We recommend that the government establish a robotics leadership group, co-chaired by a Minister and an industry leader, to bring together government, business and academia in support of a Robotics Sector Deal.

Whitehall has taken small steps in this direction. In July, the government announced the creation of a Robotics Growth Partnership led by Paul Clarke, Chief Technology Officer of Ocado, and Professor David Lane, Director of the Edinburgh Centre for Robotics, who also runs the UK’s ORCA Hub [Offshore Robotics for Certification of Assets].

Industrial-strength criticisms

The report criticises a lack of detail in the Industrial Strategy itself:-

While this approach has been seen as ‘moving in the right direction’, robotics and automation have only a handful of mentions in the Industrial Strategy White Paper. [...] The strategy lacks any actions or strategies on how risks can be managed or how automation can be exploited to benefit the UK.

This strengthens the case for a UK Robot Strategy, says the report; one that supports British innovation as well as encourages automation.

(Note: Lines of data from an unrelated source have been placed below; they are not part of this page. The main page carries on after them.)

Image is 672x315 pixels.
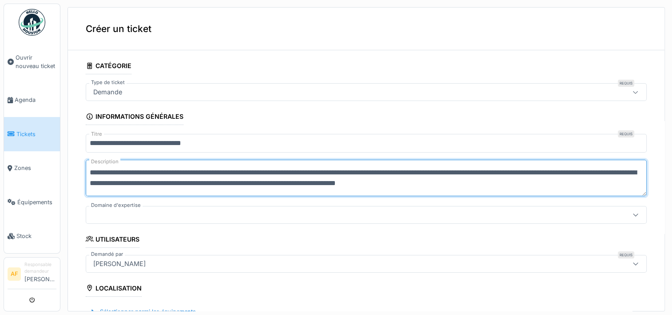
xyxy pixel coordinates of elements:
[24,261,56,287] li: [PERSON_NAME]
[8,267,21,280] li: AF
[14,163,56,172] span: Zones
[68,8,665,50] div: Créer un ticket
[618,80,634,87] div: Requis
[89,201,143,209] label: Domaine d'expertise
[16,130,56,138] span: Tickets
[19,9,45,36] img: Badge_color-CXgf-gQk.svg
[4,40,60,83] a: Ouvrir nouveau ticket
[4,151,60,185] a: Zones
[89,79,127,86] label: Type de ticket
[4,185,60,219] a: Équipements
[4,117,60,151] a: Tickets
[618,251,634,258] div: Requis
[90,87,126,97] div: Demande
[89,250,125,258] label: Demandé par
[24,261,56,275] div: Responsable demandeur
[89,130,104,138] label: Titre
[17,198,56,206] span: Équipements
[8,261,56,289] a: AF Responsable demandeur[PERSON_NAME]
[89,156,120,167] label: Description
[90,259,149,268] div: [PERSON_NAME]
[15,96,56,104] span: Agenda
[86,59,131,74] div: Catégorie
[618,130,634,137] div: Requis
[16,231,56,240] span: Stock
[4,219,60,252] a: Stock
[86,232,139,247] div: Utilisateurs
[86,281,142,296] div: Localisation
[16,53,56,70] span: Ouvrir nouveau ticket
[4,83,60,117] a: Agenda
[86,110,183,125] div: Informations générales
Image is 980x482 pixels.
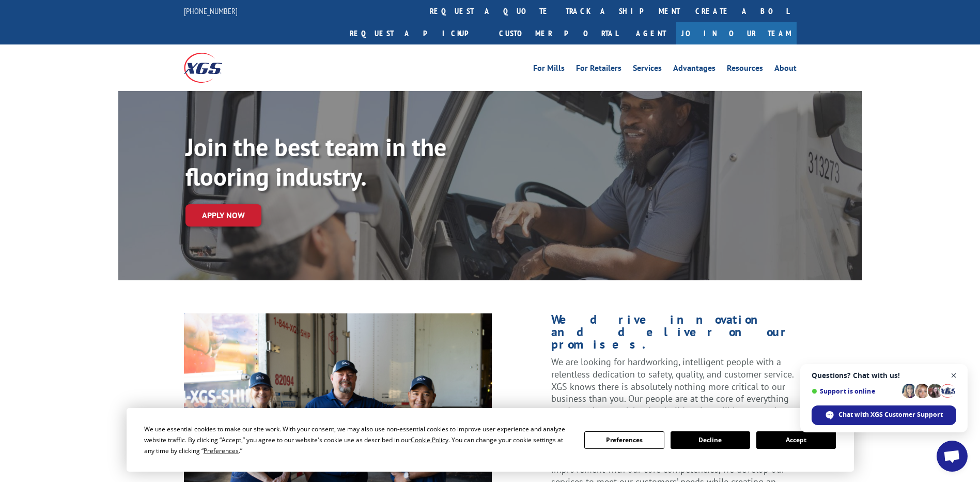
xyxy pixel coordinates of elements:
[838,410,943,419] span: Chat with XGS Customer Support
[633,64,662,75] a: Services
[625,22,676,45] a: Agent
[676,22,797,45] a: Join Our Team
[126,408,854,472] div: Cookie Consent Prompt
[673,64,716,75] a: Advantages
[584,431,664,449] button: Preferences
[937,441,968,472] div: Open chat
[186,131,446,193] strong: Join the best team in the flooring industry.
[576,64,622,75] a: For Retailers
[411,436,449,444] span: Cookie Policy
[144,423,572,456] div: We use essential cookies to make our site work. With your consent, we may also use non-essential ...
[184,6,238,16] a: [PHONE_NUMBER]
[491,22,625,45] a: Customer Portal
[774,64,797,75] a: About
[551,356,796,427] p: We are looking for hardworking, intelligent people with a relentless dedication to safety, qualit...
[533,64,565,75] a: For Mills
[727,64,763,75] a: Resources
[812,371,956,379] span: Questions? Chat with us!
[671,431,750,449] button: Decline
[756,431,836,449] button: Accept
[186,205,261,226] a: Apply now
[812,405,956,425] div: Chat with XGS Customer Support
[812,387,898,395] span: Support is online
[342,22,491,45] a: Request a pickup
[204,446,239,455] span: Preferences
[948,369,961,382] span: Close chat
[551,314,796,356] h1: We drive innovation and deliver on our promises.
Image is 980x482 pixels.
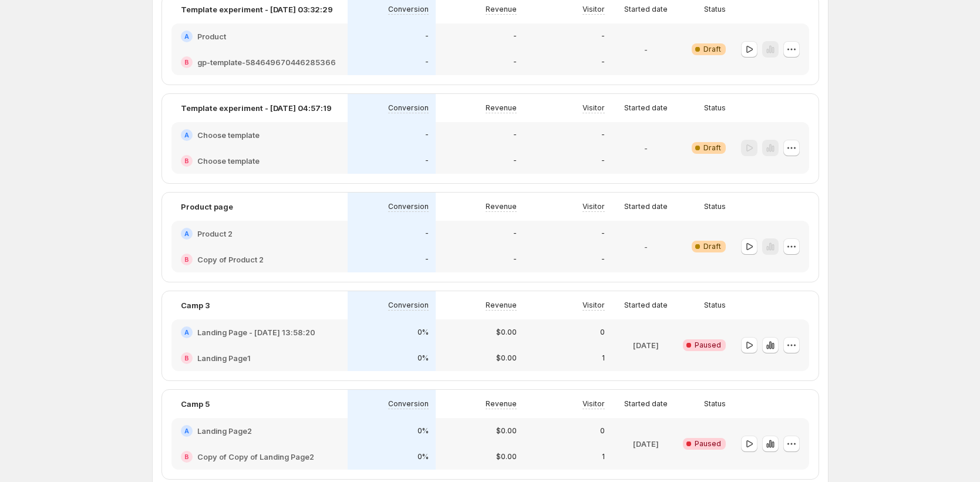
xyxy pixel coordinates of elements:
p: Started date [624,202,668,211]
h2: Landing Page2 [197,425,252,437]
p: - [601,130,604,139]
p: - [644,43,648,55]
p: Revenue [485,301,517,310]
h2: A [184,230,189,237]
p: Status [704,5,725,14]
p: 1 [602,452,604,462]
p: Visitor [583,103,604,112]
span: Draft [703,45,721,54]
p: Camp 3 [181,299,210,311]
h2: Landing Page1 [197,352,251,364]
p: - [425,229,429,238]
p: - [601,229,604,238]
p: 0% [418,327,429,337]
p: Status [704,399,725,408]
p: Conversion [388,399,429,408]
p: - [513,229,517,238]
h2: A [184,329,189,336]
p: Visitor [583,202,604,211]
p: - [425,32,429,41]
p: Template experiment - [DATE] 04:57:19 [181,102,331,114]
p: - [644,241,648,253]
p: Revenue [485,5,517,14]
span: Paused [695,439,721,448]
p: $0.00 [496,426,517,435]
p: $0.00 [496,353,517,363]
p: 0 [600,327,604,337]
span: Draft [703,242,721,251]
p: - [513,32,517,41]
h2: Copy of Product 2 [197,254,264,265]
p: [DATE] [633,339,659,351]
h2: A [184,33,189,40]
p: Visitor [583,5,604,14]
p: Template experiment - [DATE] 03:32:29 [181,3,333,15]
p: [DATE] [633,438,659,450]
p: Status [704,202,725,211]
h2: B [184,157,189,164]
h2: A [184,132,189,139]
p: Revenue [485,202,517,211]
p: 0% [418,353,429,363]
p: Status [704,301,725,310]
p: Conversion [388,103,429,112]
p: 0 [600,426,604,435]
p: - [644,142,648,154]
p: Visitor [583,301,604,310]
h2: B [184,256,189,263]
p: Conversion [388,202,429,211]
p: Conversion [388,5,429,14]
p: Status [704,103,725,112]
p: Camp 5 [181,398,210,410]
p: Started date [624,5,668,14]
p: - [425,130,429,139]
h2: B [184,59,189,66]
h2: Landing Page - [DATE] 13:58:20 [197,326,315,338]
p: - [601,32,604,41]
span: Paused [695,341,721,350]
p: - [513,156,517,166]
p: Visitor [583,399,604,408]
p: - [601,156,604,166]
h2: Copy of Copy of Landing Page2 [197,451,314,462]
h2: gp-template-584649670446285366 [197,57,336,68]
p: 1 [602,353,604,363]
h2: Choose template [197,155,260,167]
p: Revenue [485,399,517,408]
p: 0% [418,452,429,462]
p: - [513,130,517,139]
span: Draft [703,143,721,153]
h2: Product [197,30,226,42]
p: - [601,254,604,264]
p: Product page [181,201,233,212]
p: - [601,57,604,67]
h2: Choose template [197,129,260,141]
p: - [425,156,429,166]
p: $0.00 [496,327,517,337]
h2: B [184,453,189,460]
p: - [513,57,517,67]
p: - [425,57,429,67]
p: - [513,254,517,264]
p: Started date [624,103,668,112]
p: - [425,254,429,264]
h2: A [184,427,189,435]
h2: B [184,354,189,362]
p: Revenue [485,103,517,112]
p: $0.00 [496,452,517,462]
p: 0% [418,426,429,435]
p: Conversion [388,301,429,310]
p: Started date [624,399,668,408]
p: Started date [624,301,668,310]
h2: Product 2 [197,228,232,239]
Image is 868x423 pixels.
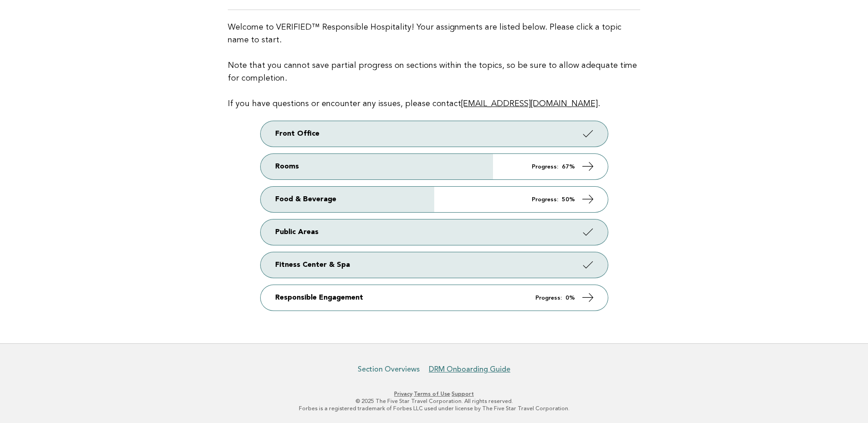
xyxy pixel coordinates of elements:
[536,295,562,301] em: Progress:
[562,197,575,203] strong: 50%
[260,220,608,245] a: Public Areas
[260,121,608,147] a: Front Office
[260,253,608,278] a: Fitness Center & Spa
[531,197,558,203] em: Progress:
[260,186,608,212] a: Food & Beverage Progress: 50%
[358,365,420,374] a: Section Overviews
[452,391,474,398] a: Support
[394,391,412,398] a: Privacy
[260,285,608,311] a: Responsible Engagement Progress: 0%
[562,164,575,170] strong: 67%
[228,21,640,110] p: Welcome to VERIFIED™ Responsible Hospitality! Your assignments are listed below. Please click a t...
[155,398,713,405] p: © 2025 The Five Star Travel Corporation. All rights reserved.
[429,365,510,374] a: DRM Onboarding Guide
[414,391,450,398] a: Terms of Use
[260,154,608,180] a: Rooms Progress: 67%
[531,164,558,170] em: Progress:
[461,100,598,108] a: [EMAIL_ADDRESS][DOMAIN_NAME]
[155,391,713,398] p: · ·
[565,295,575,301] strong: 0%
[155,405,713,412] p: Forbes is a registered trademark of Forbes LLC used under license by The Five Star Travel Corpora...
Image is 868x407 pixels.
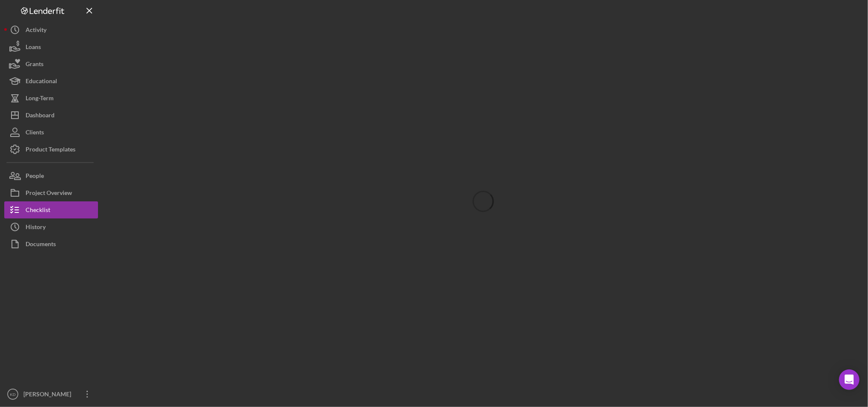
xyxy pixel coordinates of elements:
button: Product Templates [4,141,98,158]
button: Grants [4,55,98,73]
button: Activity [4,22,98,38]
div: Documents [26,236,56,254]
button: Clients [4,123,98,141]
div: Educational [26,73,57,92]
button: History [4,218,98,236]
button: Educational [4,73,98,90]
div: People [26,168,44,186]
button: KD[PERSON_NAME] [4,385,98,402]
div: Dashboard [26,106,54,126]
div: Open Intercom Messenger [839,370,859,389]
button: Checklist [4,201,98,218]
div: [PERSON_NAME] [22,385,77,405]
button: Dashboard [4,106,98,123]
text: KD [10,392,16,396]
button: Loans [4,38,98,55]
div: Grants [26,55,43,75]
button: Long-Term [4,90,98,106]
div: Project Overview [26,184,72,203]
button: Documents [4,236,98,252]
button: Project Overview [4,184,98,201]
div: Product Templates [26,141,76,160]
div: Activity [26,22,46,40]
div: Long-Term [26,90,54,108]
div: Loans [26,38,41,57]
div: Clients [26,123,44,143]
div: History [26,218,45,237]
button: People [4,168,98,184]
div: Checklist [26,201,50,221]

To remedy this, the government should ensure that a UK Robot Strategy is core to the Industrial Strategy, and robotics is an integral part future Grand Challenges.

The report then offers some surprising perspectives, given that it has been commissioned by a government that is widely seen as being too much on the side of big business, and too little on that of the average Briton.

The ownership and use of new technologies, processes and robots is likely to make businesses richer and more powerful. For a fairer society, it is important that we consider ownership models of technologies whilst being cautious not to stifle innovation. 

We have seen from previous inquiries that the practices of businesses such as Amazon and Uber can lead to workers being exploited by increasingly monopolistic firms who earn huge returns that do not flow back to the workers who help create that wealth. 

More co-operative ownership models, as well as greater employee engagement, stronger employment legislation, and a fairer corporate tax regime are key to ensure public support for the benefits of a growth in automation, a rise in living standards, and a fair economy and society.

Indeed, and whenever the UK’s Labour Party has placed the same issues on the table, the UK media has wrongly portrayed its leader as a Luddite. The report does reject the concept of ‘robot tax’, however – something Jeremy Corbyn was criticised for demanding, despite the fact that he did not, as explained in a previous diginomica report.

The report recommends that the government should collaborate with industry to identify the sectors and skills most at risk from automation and develop an action plan. It also suggests that the government supports those most affected and provides local areas with incentives to enable the transition to a modern economy.

It then has another surprise in store: a stark message to those who believe that immigration and Europe are at the root of the UK’s problems: 

Government’s immigration policy should provide certainty and ensure that as we leave the EU, we can recruit and retain researchers from around the world to support the sector, including where they earn below the £30,000 threshold recommended by the Migration Advisory Committee.

We recommend that the government seeks to ensure that the UK has at least associate membership of EU research projects and can effectively collaborate with neighbouring states.

The Government should seek to ensure that our future relationship with the EU and future deals with the rest of the world support new collaboration between institutions, including the free flow of researchers and academics.

My take

If the transition to a new economy is managed badly, entire groups and regions could be left behind, British companies will find themselves uncompetitive, SMEs will form a long tail of unproductive businesses, and academics will be left working in isolation from both industry and their peers – the report’s predictions, not mine.

If only the government could have spent the past three years focusing on these challenges – and could focus on them in the future – the Industrial Strategy might have a chance of succeeding. That this demands partnership with Europe is not in doubt.